The most common way to turn your rectangular picture into a perfect circle is to create a circle shape and fill it with an image. I came up with a quicker method earlier this week. How did I not discover this before?! This method works in PowerPoint 2010 and 2013.

Insert your picture onto your slide. (Insert | Picture) Select the picture. On the Picture Tools Format tab, click the bottom of the Crop button and choose Aspect Ratio, 1:1. This crops your image to a perfect square.
square

square2

Now change the perfect square to a perfect circle by clicking the bottom of the Crop button again. This time use Crop to Shape and choose the oval shape. Because the aspect ratio is 1:1, the oval is actually a circle.

circle

circle2

Voila!

Sneaky little Cropping refinements:

If the image isn’t positioned correctly, you can easily move it inside the circle shape – or within any crop, for that matter. Click the top of the Crop button to activate crop mode, then just drag the picture around within the frame. If the edge of your picture is right at the edge of the crop frame like it is in this example, press Shift while you drag. This keeps the picture from becoming mis-positioned within the frame, leaving you with blank pixels near an edge.

position1
If you want to resize the picture within the frame, activate cropping mode and drag the corner of the picture to resize it. Make sure you grab the white circle at a corner of the picture and not the black crop handles, which control the cropped frame itself. Also, even though you’re dragging a corner, be sure to press Shift when resizing a picture so you don’t distort the image.

resize1

(Big thank you to Julie Terberg (terbergdesign.com) for letting me use her polar bear picture.)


**Activity:** Pull out every line of the listing below where "Slope" appears.
-------- Records for processing --------
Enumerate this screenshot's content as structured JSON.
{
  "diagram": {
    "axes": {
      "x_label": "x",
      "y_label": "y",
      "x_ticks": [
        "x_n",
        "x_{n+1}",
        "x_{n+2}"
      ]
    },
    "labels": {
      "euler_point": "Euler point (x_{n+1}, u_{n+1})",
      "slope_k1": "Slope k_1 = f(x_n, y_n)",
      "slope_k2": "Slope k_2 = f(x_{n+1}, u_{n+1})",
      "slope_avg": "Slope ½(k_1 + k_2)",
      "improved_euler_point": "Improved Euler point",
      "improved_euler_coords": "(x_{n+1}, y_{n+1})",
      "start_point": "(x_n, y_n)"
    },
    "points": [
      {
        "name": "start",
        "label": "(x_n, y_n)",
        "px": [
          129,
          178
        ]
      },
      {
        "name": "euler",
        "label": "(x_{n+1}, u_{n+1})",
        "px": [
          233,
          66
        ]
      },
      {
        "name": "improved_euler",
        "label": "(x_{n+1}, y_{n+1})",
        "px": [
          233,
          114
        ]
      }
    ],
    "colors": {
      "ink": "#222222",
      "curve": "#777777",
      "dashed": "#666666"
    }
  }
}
--------
-------- Records for processing --------
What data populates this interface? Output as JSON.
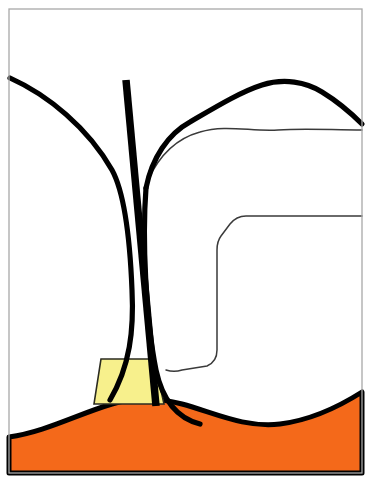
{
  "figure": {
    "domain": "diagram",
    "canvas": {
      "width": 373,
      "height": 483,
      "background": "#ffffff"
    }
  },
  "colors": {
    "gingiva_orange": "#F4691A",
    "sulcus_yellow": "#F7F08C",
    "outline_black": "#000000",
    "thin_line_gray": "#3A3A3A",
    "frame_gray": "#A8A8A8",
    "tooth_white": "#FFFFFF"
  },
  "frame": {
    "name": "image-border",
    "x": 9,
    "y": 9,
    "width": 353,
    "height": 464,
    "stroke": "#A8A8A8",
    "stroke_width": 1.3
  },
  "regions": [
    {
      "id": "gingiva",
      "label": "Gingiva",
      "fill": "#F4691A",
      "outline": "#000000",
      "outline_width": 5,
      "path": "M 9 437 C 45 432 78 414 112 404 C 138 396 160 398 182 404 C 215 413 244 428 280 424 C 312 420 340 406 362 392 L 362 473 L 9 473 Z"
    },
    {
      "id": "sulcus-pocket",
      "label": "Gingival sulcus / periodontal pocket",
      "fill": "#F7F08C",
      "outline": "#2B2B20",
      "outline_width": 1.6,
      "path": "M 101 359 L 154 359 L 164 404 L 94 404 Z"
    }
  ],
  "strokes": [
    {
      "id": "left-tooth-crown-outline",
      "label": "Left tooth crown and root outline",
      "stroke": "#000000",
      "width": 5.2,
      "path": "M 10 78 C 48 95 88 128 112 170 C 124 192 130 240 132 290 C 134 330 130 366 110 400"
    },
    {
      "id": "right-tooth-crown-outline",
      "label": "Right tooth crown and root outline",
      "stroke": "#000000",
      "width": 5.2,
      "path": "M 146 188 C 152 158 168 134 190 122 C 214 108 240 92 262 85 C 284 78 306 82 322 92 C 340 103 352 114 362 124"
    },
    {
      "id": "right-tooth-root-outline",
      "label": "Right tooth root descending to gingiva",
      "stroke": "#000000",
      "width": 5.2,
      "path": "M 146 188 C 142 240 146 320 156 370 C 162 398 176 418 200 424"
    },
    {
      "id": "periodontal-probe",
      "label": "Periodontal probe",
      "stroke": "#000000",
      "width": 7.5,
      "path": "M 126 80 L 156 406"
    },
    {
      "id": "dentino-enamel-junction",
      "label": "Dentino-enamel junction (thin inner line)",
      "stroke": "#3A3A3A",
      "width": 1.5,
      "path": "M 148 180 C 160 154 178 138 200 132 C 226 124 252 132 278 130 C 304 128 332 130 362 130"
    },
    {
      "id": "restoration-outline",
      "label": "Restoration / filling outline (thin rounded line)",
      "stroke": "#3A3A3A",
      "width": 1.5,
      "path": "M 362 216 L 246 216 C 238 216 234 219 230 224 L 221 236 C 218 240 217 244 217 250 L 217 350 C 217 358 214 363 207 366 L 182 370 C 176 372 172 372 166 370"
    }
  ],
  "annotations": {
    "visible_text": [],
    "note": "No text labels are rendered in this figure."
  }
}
--------
**Answer for the task:**
      "slope_k1": "Slope k_1 = f(x_n, y_n)",
      "slope_k2": "Slope k_2 = f(x_{n+1}, u_{n+1})",
      "slope_avg": "Slope ½(k_1 + k_2)",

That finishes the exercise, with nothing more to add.